How US360VIEW Supports Land Surveying Firms

US360VIEW supports land surveying companies by acting as a technical extension of the survey team during ALTA, SUE, and infrastructure documentation projects.

Services commonly include:

Private Utility Locating

Professional designation of underground utilities using:

  • electromagnetic locating,
  • ground penetrating radar (GPR),
  • induction methods,
  • and utility tracing technologies.

Utility Mapping & CAD Integration

US360VIEW can provide:

  • utility GIS deliverables,
  • CAD-ready linework,
  • georeferenced utility mapping,
  • utility overlays,
  • and field-collected spatial data compatible with survey workflows.

SUE (Subsurface Utility Engineering) Support

For projects requiring higher confidence utility data, US360VIEW can assist with:

  • ASCE 38-22 utility quality level workflows,
  • utility reconciliation,
  • conflict analysis,
  • and subsurface utility documentation.

This is especially valuable on transportation, municipal, DOT, and civil infrastructure projects.

ALTA Utility Evidence Documentation

US360VIEW helps surveyors satisfy the operational intent behind Table A Item 11(b) by providing:

  • professionally documented field markings,
  • utility designation reports,
  • utility sketches,
  • utility evidence interpretation,
  • and observable utility correlation.

Risk Reduction for Surveyors

One of the largest risks on ALTA surveys is omitted utility evidence.

Missed utility corridors can create:

  • title disputes,
  • design conflicts,
  • easement disputes,
  • construction delays,
  • change orders,
  • and professional liability exposure.

By partnering with utility locating specialists, surveyors can improve:

  • defensibility,
  • completeness,
  • coordination,
  • and client confidence.

The New Table A Item 20 Is Also Important

Another major 2026 addition is the expanded Table A Item 20.

This new section requires summarized tables identifying:

  • potential encroachments,
  • setback conflicts,
  • access conflicts,
  • and easement-related physical conditions.

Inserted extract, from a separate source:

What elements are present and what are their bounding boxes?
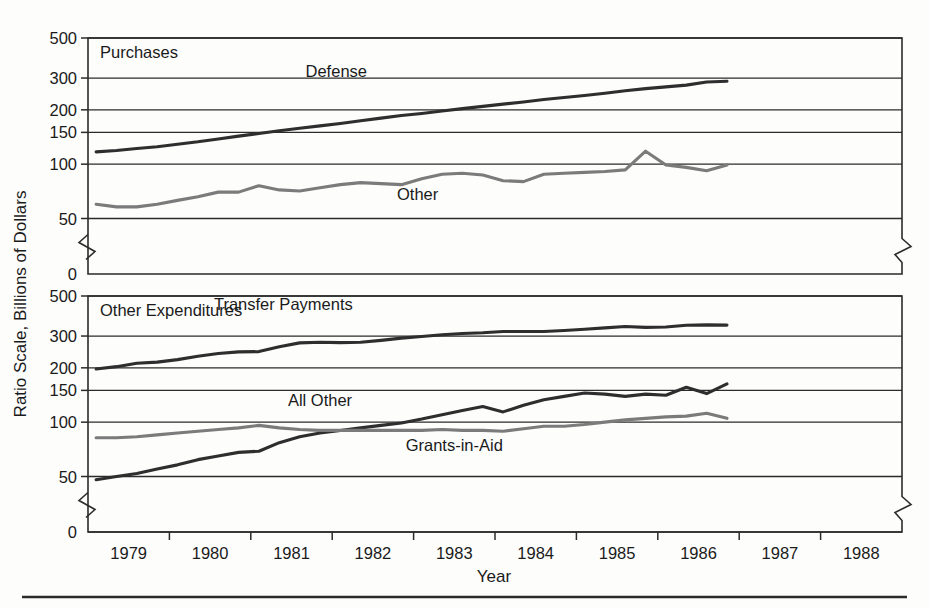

Utility infrastructure frequently contributes to these conflicts.

Examples include:

  • utility poles encroaching into setbacks,
  • underground utilities outside easements,
  • private utility crossings,
  • undocumented access paths,
  • or infrastructure occupying adjoining property.

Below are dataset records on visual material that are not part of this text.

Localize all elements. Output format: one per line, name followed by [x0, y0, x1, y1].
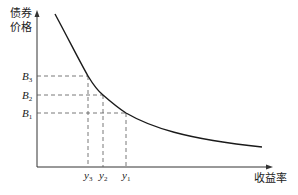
axes	[35, 10, 274, 170]
y-label-3: y3	[83, 169, 93, 183]
svg-text:y1: y1	[121, 169, 131, 183]
svg-text:B2: B2	[22, 89, 33, 103]
bond-price-yield-chart: 债券 价格 B3 B2 B1 y3 y2 y1 收益率	[0, 0, 298, 195]
svg-text:y3: y3	[83, 169, 93, 183]
svg-text:B3: B3	[22, 70, 33, 84]
b-label-3: B3	[22, 70, 33, 84]
x-axis-arrow-icon	[266, 165, 273, 170]
b-label-1: B1	[22, 107, 33, 121]
b-label-2: B2	[22, 89, 33, 103]
svg-text:B1: B1	[22, 107, 33, 121]
y-label-2: y2	[98, 169, 108, 183]
y-axis-title-line2: 价格	[10, 20, 32, 34]
svg-text:y2: y2	[98, 169, 108, 183]
dashed-guides	[37, 76, 126, 167]
y-label-1: y1	[121, 169, 131, 183]
price-yield-curve	[55, 14, 262, 147]
x-axis-title: 收益率	[254, 171, 287, 185]
y-axis-title-line1: 债券	[10, 6, 32, 20]
y-axis-arrow-icon	[35, 10, 40, 17]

The result is a stronger expectation that surveyors identify and communicate physical conflicts—not merely map geometry.

The Industry Is Moving Toward Integrated Survey + Utility Workflows

The 2026 ALTA standards reflect a broader industry shift:

Boundary surveying, utility locating, geospatial documentation, and infrastructure risk analysis are becoming increasingly interconnected.

Modern projects demand more than boundary retracement.

Clients now expect:

  • utility awareness,
  • subsurface risk visibility,
  • infrastructure coordination,
  • and defensible documentation.

Surveyors who integrate professional utility locating into their ALTA workflows will likely be better positioned to:

  • reduce liability,
  • improve deliverable quality,
  • support civil engineering teams,
  • and meet evolving client expectations.

Final Thoughts

The 2026 ALTA/NSPS standards do not transform surveyors into utility engineers or private locators.

What they do is elevate the importance of observable utility evidence, clearer documentation, and coordinated subsurface utility awareness.

For surveyors, the message is straightforward:

  • Table A Item 11(b) deserves more serious attention.
  • Utility evidence is now more explicitly embedded into ALTA expectations.
  • Professional utility locating support is increasingly essential on complex sites.

As project sites become denser and infrastructure conflicts become more expensive, partnerships between land surveyors and utility locating firms will continue to grow in importance.

For firms needing support with ALTA utility coordination, private utility locating, utility mapping, or SUE services, US360VIEW provides field-to-finish utility solutions designed to support modern land surveying workflows.